In 1979, the United Nations general assembly adopted the international CEDAW. It is considered an international bill of rights for women. Most notably, the GCC countries and most Arab countries have declined to accept article 9, which states that “states parties shall grant women equal rights with men with respect to the nationality of their children.”  

This means that these nations do not support or enforce this article, and that only fathers are able to pass on their nationality to their children. This is regardless of whether the man marries a local or a foreign woman. Mothers from most of the Arab countries, however, have no right to apply for citizenship for their children, nor an identity for them. When a relationship is struck down through abuse, this stance on the law becomes another weapon of the abuser, and it is women who suffer the most.  

In my book, two brave women share their personal accounts of denied citizenship and this failure of the law. The first story relates to a mother fighting for her daughters’ rights to obtain citizenship. These papers which can only be filed by the father. She fought for six long years. Finally, her daughters were granted passports and citizenship thanks to her willingness to continue fighting the broken system. After my book was finished, this brave woman called to inform me that her ex-husband had died. She declared to me that she had forgiven him years ago for his choice which devastated their children’s’ lives, and felt sorrow he was all alone when he died.

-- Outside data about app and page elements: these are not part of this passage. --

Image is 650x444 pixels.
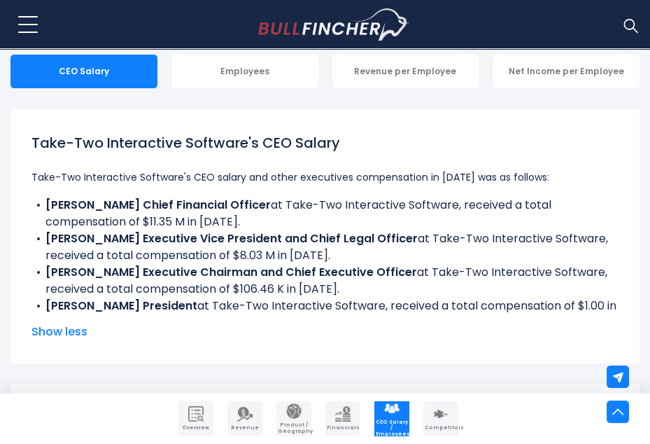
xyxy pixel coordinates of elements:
[229,425,261,431] span: Revenue
[11,55,158,88] div: CEO Salary
[32,298,619,331] li: at Take-Two Interactive Software, received a total compensation of $1.00 in [DATE].
[46,230,418,246] b: [PERSON_NAME] Executive Vice President and Chief Legal Officer
[278,422,310,434] span: Product / Geography
[180,425,212,431] span: Overview
[46,298,197,314] b: [PERSON_NAME] President
[46,197,271,213] b: [PERSON_NAME] Chief Financial Officer
[179,401,214,436] a: Company Overview
[32,323,619,340] span: Show less
[228,401,263,436] a: Company Revenue
[32,230,619,264] li: at Take-Two Interactive Software, received a total compensation of $8.03 M in [DATE].
[375,401,410,436] a: Company Employees
[326,401,361,436] a: Company Financials
[327,425,359,431] span: Financials
[258,8,409,41] a: Go to homepage
[493,55,640,88] div: Net Income per Employee
[376,419,408,437] span: CEO Salary / Employees
[172,55,319,88] div: Employees
[32,197,619,230] li: at Take-Two Interactive Software, received a total compensation of $11.35 M in [DATE].
[32,169,619,186] p: Take-Two Interactive Software's CEO salary and other executives compensation in [DATE] was as fol...
[424,401,459,436] a: Company Competitors
[258,8,410,41] img: Bullfincher logo
[46,264,417,280] b: [PERSON_NAME] Executive Chairman and Chief Executive Officer
[425,425,457,431] span: Competitors
[32,264,619,298] li: at Take-Two Interactive Software, received a total compensation of $106.46 K in [DATE].
[277,401,312,436] a: Company Product/Geography
[333,55,480,88] div: Revenue per Employee
[32,132,619,153] h1: Take-Two Interactive Software's CEO Salary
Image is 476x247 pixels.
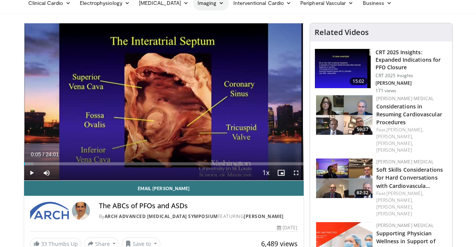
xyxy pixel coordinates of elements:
button: Play [24,165,39,180]
img: e2c830be-3a53-4107-8000-560c79d4122f.150x105_q85_crop-smart_upscale.jpg [316,95,372,135]
div: Feat. [376,126,446,153]
h3: CRT 2025 Insights: Expanded Indications for PFO Closure [375,49,447,71]
span: 0:05 [31,151,41,157]
a: 15:02 CRT 2025 Insights: Expanded Indications for PFO Closure CRT 2025 Insights [PERSON_NAME] 171... [314,49,447,94]
img: 52186a79-a81b-4bb1-bc60-faeab361462b.150x105_q85_crop-smart_upscale.jpg [316,158,372,198]
button: Mute [39,165,54,180]
a: [PERSON_NAME] Medical [376,222,434,228]
a: [PERSON_NAME], [376,203,413,210]
h4: The ABCs of PFOs and ASDs [99,202,297,210]
a: Email [PERSON_NAME] [24,180,303,196]
span: 15:02 [349,77,367,85]
a: [PERSON_NAME], [386,126,423,133]
a: [PERSON_NAME] Medical [376,158,434,165]
a: [PERSON_NAME], [376,140,413,146]
div: [DATE] [277,224,297,231]
span: 59:37 [354,126,370,133]
span: / [43,151,44,157]
button: Fullscreen [288,165,303,180]
a: [PERSON_NAME], [376,197,413,203]
div: Progress Bar [24,162,303,165]
a: 62:32 [316,158,372,198]
a: [PERSON_NAME] [376,210,412,217]
p: [PERSON_NAME] [375,80,447,86]
div: By FEATURING [99,213,297,220]
img: ARCH Advanced Revascularization Symposium [30,202,69,220]
h4: Related Videos [314,28,368,37]
img: d012f2d3-a544-4bca-9e12-ffcd48053efe.150x105_q85_crop-smart_upscale.jpg [315,49,370,88]
p: CRT 2025 Insights [375,73,447,79]
a: [PERSON_NAME], [376,133,413,139]
a: [PERSON_NAME] Medical [376,95,434,102]
a: [PERSON_NAME], [386,190,423,196]
a: 59:37 [316,95,372,135]
span: 62:32 [354,189,370,196]
button: Enable picture-in-picture mode [273,165,288,180]
span: 24:01 [45,151,59,157]
p: 171 views [375,88,396,94]
video-js: Video Player [24,23,303,180]
button: Playback Rate [258,165,273,180]
a: Soft Skills Considerations for Hard Conversations with Cardiovascula… [376,166,443,189]
img: Avatar [72,202,90,220]
a: ARCH Advanced [MEDICAL_DATA] Symposium [105,213,218,219]
a: [PERSON_NAME] [244,213,284,219]
div: Feat. [376,190,446,217]
a: Considerations in Resuming Cardiovascular Procedures [376,103,442,126]
a: [PERSON_NAME] [376,147,412,153]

The second account is of a mother who has lost all hope. Her two sons have no citizenship, and no identity. She was divorced after her husband uttered no more than three words to her then went to court and filed the papers. He went back home to a neighboring country and still today has not filed for both his sons’ citizenship in any country. She has come to terms with the divorce, but her sons continue to suffer from this. They likely will for the rest of their lives. I have not heard from her even after her story in my book was published. I want to tell her to not give up, that there is hope for her and her sons to get the justice they deserve.